Buy in the UK | Buy in Canada

It is the end of the tourist season in Warner Pier on Lake Michigan and the locals are celebrating by turning the town's only traffic light off, and holding a barbecue to which all the local merchants have contributed produce. Lee McKinney has brought along some handmade chocolates from her Aunt Nettie's shop, where she works as accountant and business manager.

Amongst the people she runs into at the party is the flamboyant authoress Maia Michaelson, the new persona adopted by the formerly timid Mae Ensminger. Maia's book is based on the true story of her own family's past tragedy arising from a romance between a holidaying gangster and her grandmother in the 1930s, although the facts of the case are hotly disputed by other locals and family members.

Maia is especially keen to introduce everyone to Aubrey Ambrose Armstrong, a movie producer who wants to make a film of her book. He is a charming man with a wonderful chocolate-coloured Labrador puppy, Monte, but as fun as he is to spend time with, not everyone believes he is who he says he is. Lee is immediately suspicious, as is her policeman boyfriend Joe. And it's clear Lee's best friend Maggie, who lived in Hollywood for a few years while she tried her hand at acting, knows something about him that she is reluctant to divulge.

Within days Lee finds herself caught up in the middle of a murder and a missing person case, and then she becomes a target for a sniper herself. Keen to help the police but also reluctant to draw attention to her friend Maggie's possible motives, Lee is also confused about how to handle her aunt dating the suspect film-maker and where her own romance with Joe is headed.

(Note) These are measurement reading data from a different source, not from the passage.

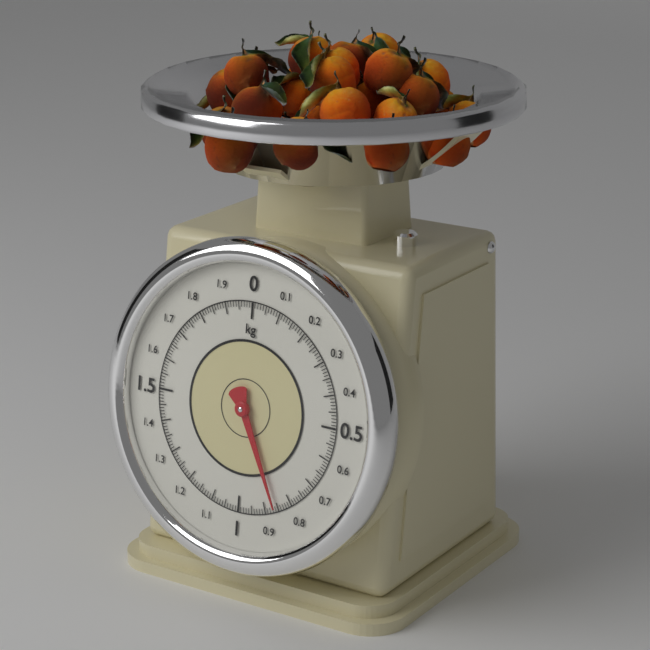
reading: 0.86 kg
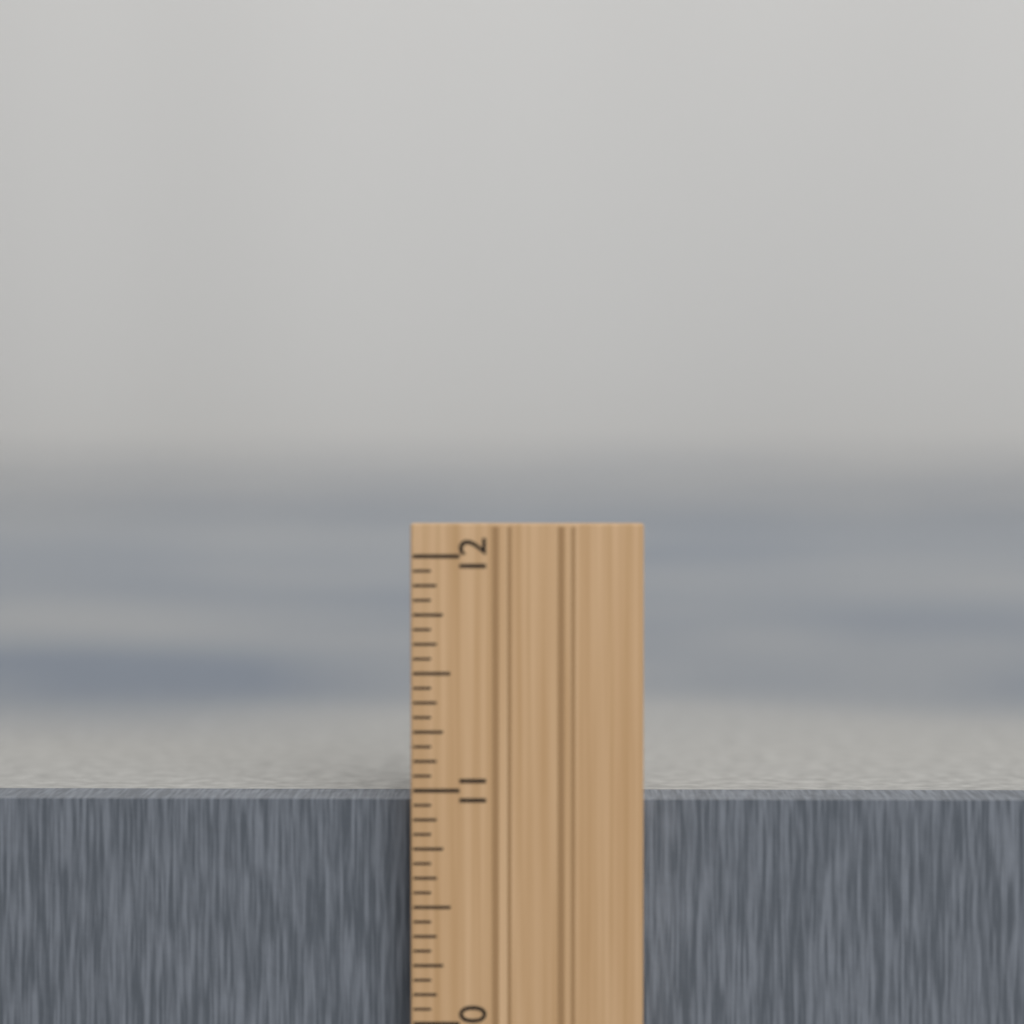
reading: 10.9375 in
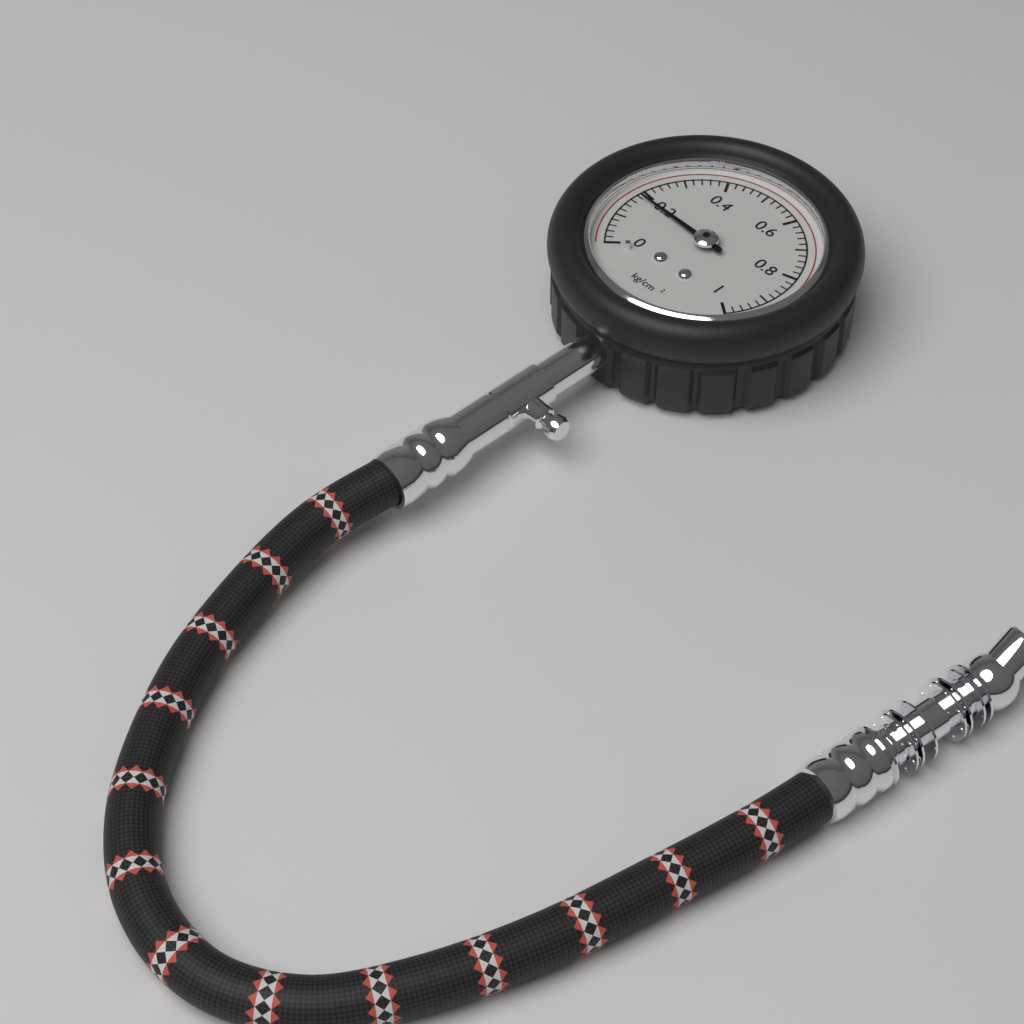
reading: 0.18 kg/cm²
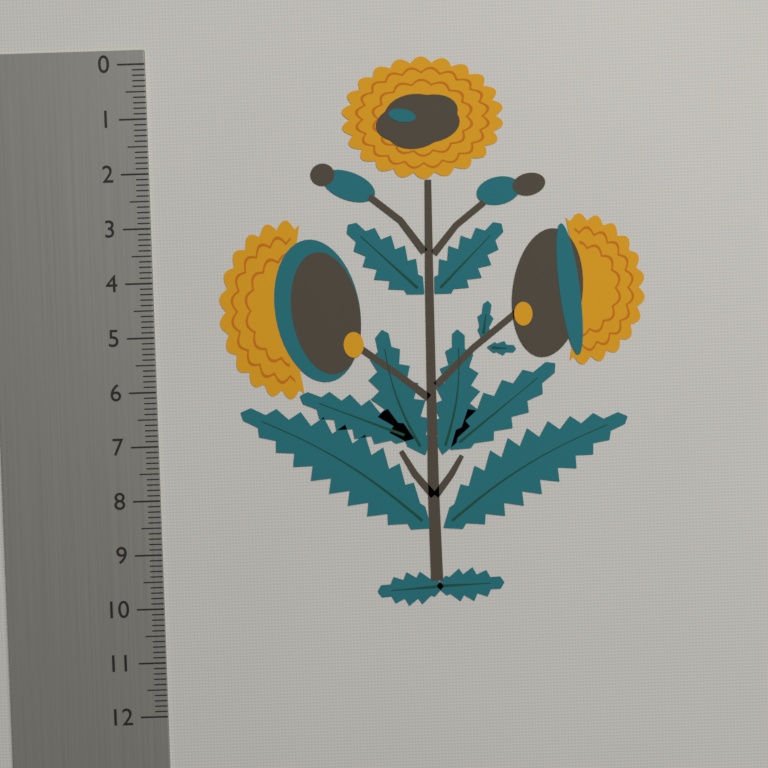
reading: 10.1 (no unit)
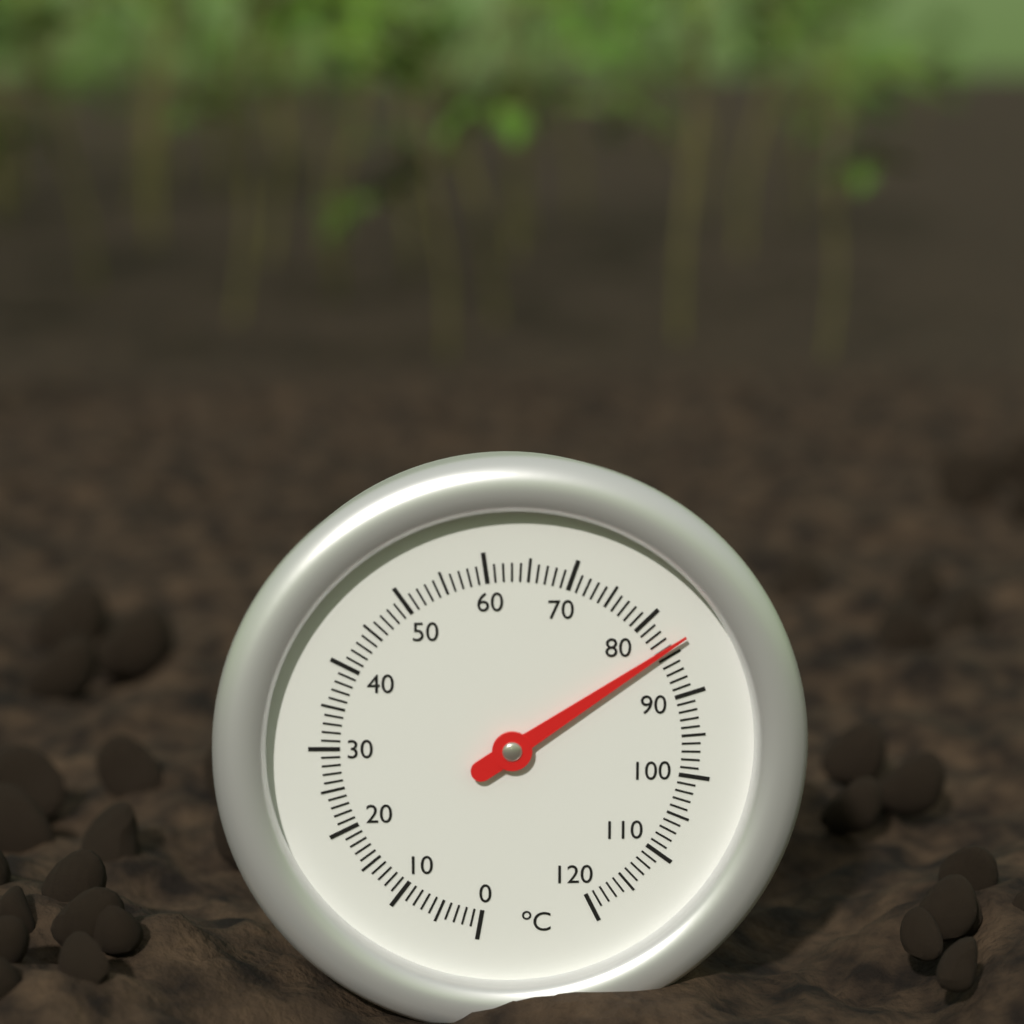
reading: 84 °C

THE CHOCOLATE PUPPY PUZZLE is the fourth in the Lee McKinney series by Joanna Carl, a pseudonym for Eve K Sandstrom, but it's not necessary to have read the previous books in the series to enjoy this one. Some readers may be put off by Lee's rather irritating tendency to malapropisms -- I wish she'd get to a therapist and sort that out as they aren't amusing -- but thankfully they are tolerably infrequent.

The book is indeed a very enjoyable cosy read, chock-full of vibrant characters and an adorable puppy, a fast-paced plot that keeps you turning the pages, and a smattering of chocolate facts to keep you hungry, but not so many that the story is overwhelmed. If you like a traditional small town mystery, you'll enjoy this too.